== What is required ==
First find the line with "This screenshot has", then reproduce it and all following lines of the data to the end, exactly and with no pictures, adding nothing.

== Input data ==
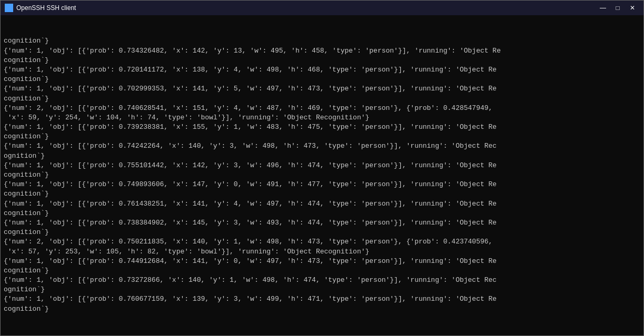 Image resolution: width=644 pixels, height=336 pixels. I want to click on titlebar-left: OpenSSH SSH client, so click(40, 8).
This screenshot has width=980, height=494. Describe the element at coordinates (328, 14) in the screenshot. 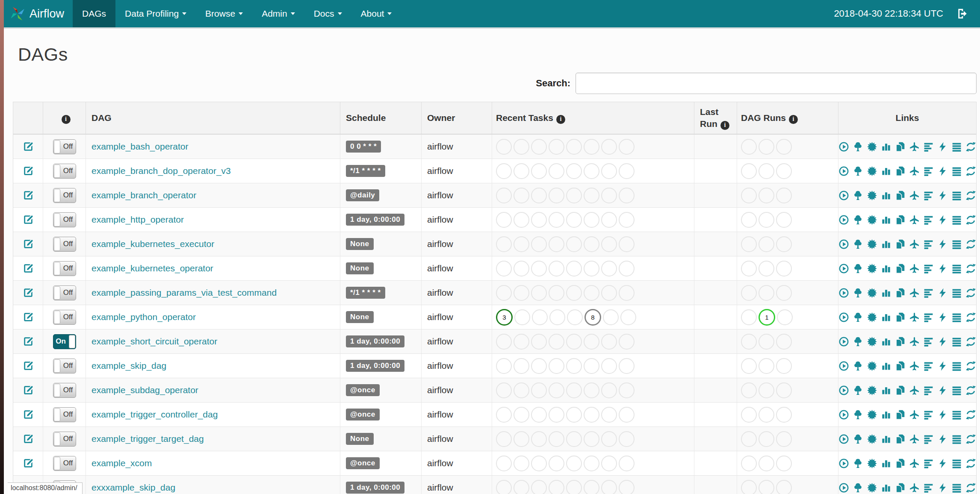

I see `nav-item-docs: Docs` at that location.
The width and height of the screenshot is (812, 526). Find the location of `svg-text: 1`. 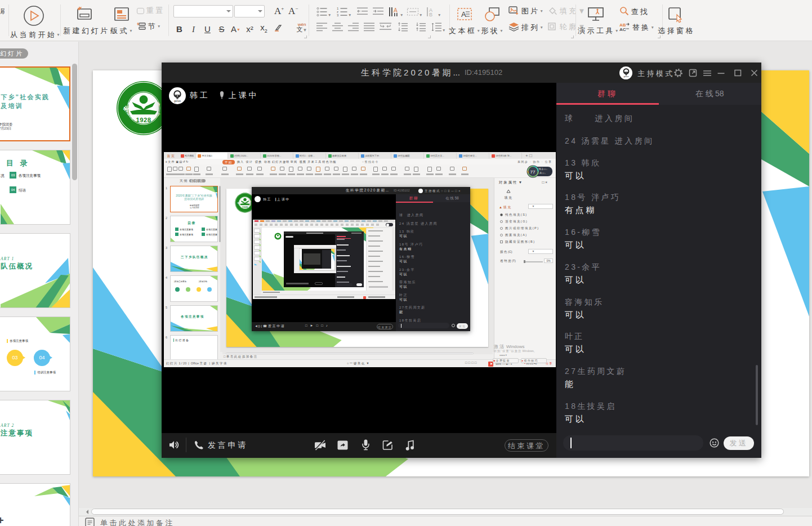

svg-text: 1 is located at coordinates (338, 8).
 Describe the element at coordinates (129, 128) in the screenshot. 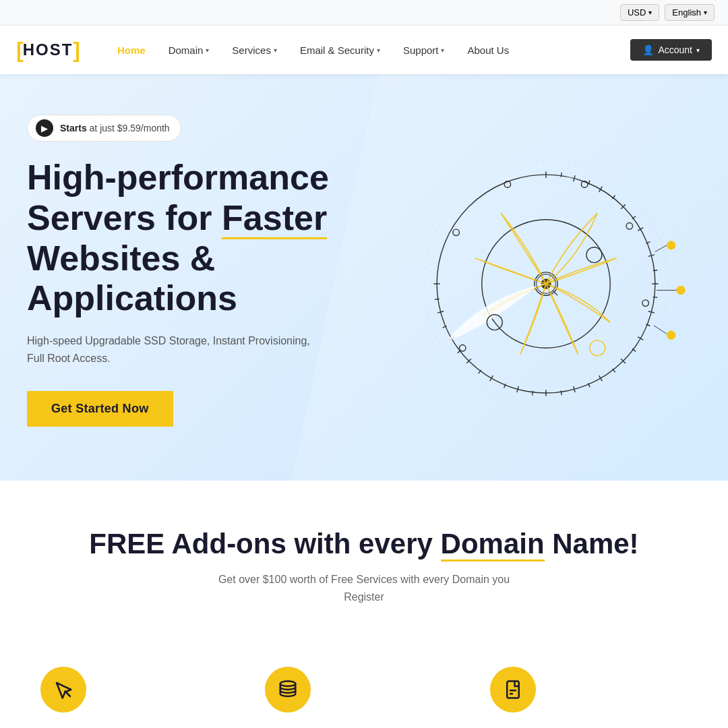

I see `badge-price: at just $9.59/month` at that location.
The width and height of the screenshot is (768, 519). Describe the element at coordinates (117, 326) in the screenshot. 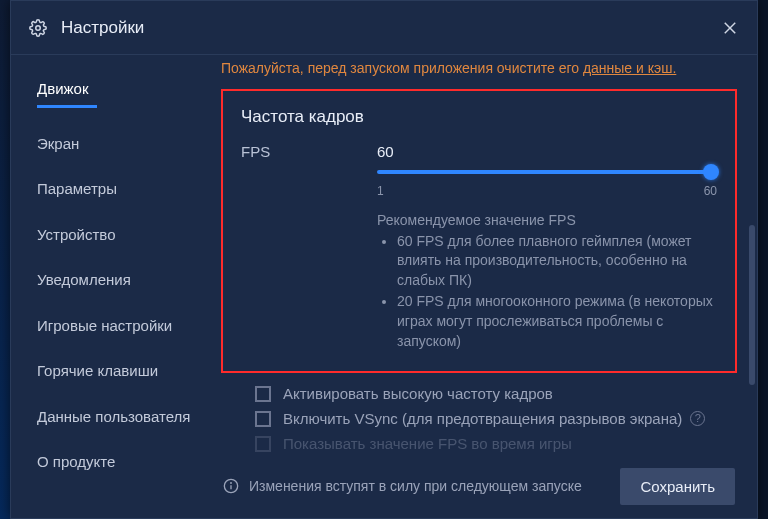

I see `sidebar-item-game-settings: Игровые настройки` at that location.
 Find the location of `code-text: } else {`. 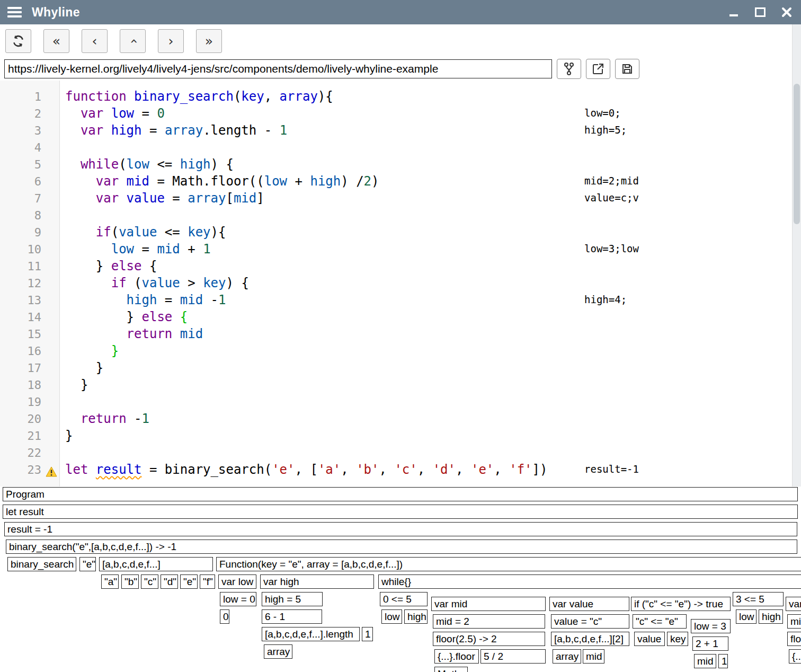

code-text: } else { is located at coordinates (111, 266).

== Answer to this problem ==
This screenshot has width=980, height=494. Describe the element at coordinates (328, 14) in the screenshot. 

I see `nav-item-docs: Docs` at that location.
The width and height of the screenshot is (812, 526). Find the location of `svg-text: 1`. 

svg-text: 1 is located at coordinates (338, 8).
 Describe the element at coordinates (129, 128) in the screenshot. 

I see `badge-price: at just $9.59/month` at that location.
The width and height of the screenshot is (768, 519). Describe the element at coordinates (117, 326) in the screenshot. 

I see `sidebar-item-game-settings: Игровые настройки` at that location.
 Find the location of `code-text: } else {`. 

code-text: } else { is located at coordinates (111, 266).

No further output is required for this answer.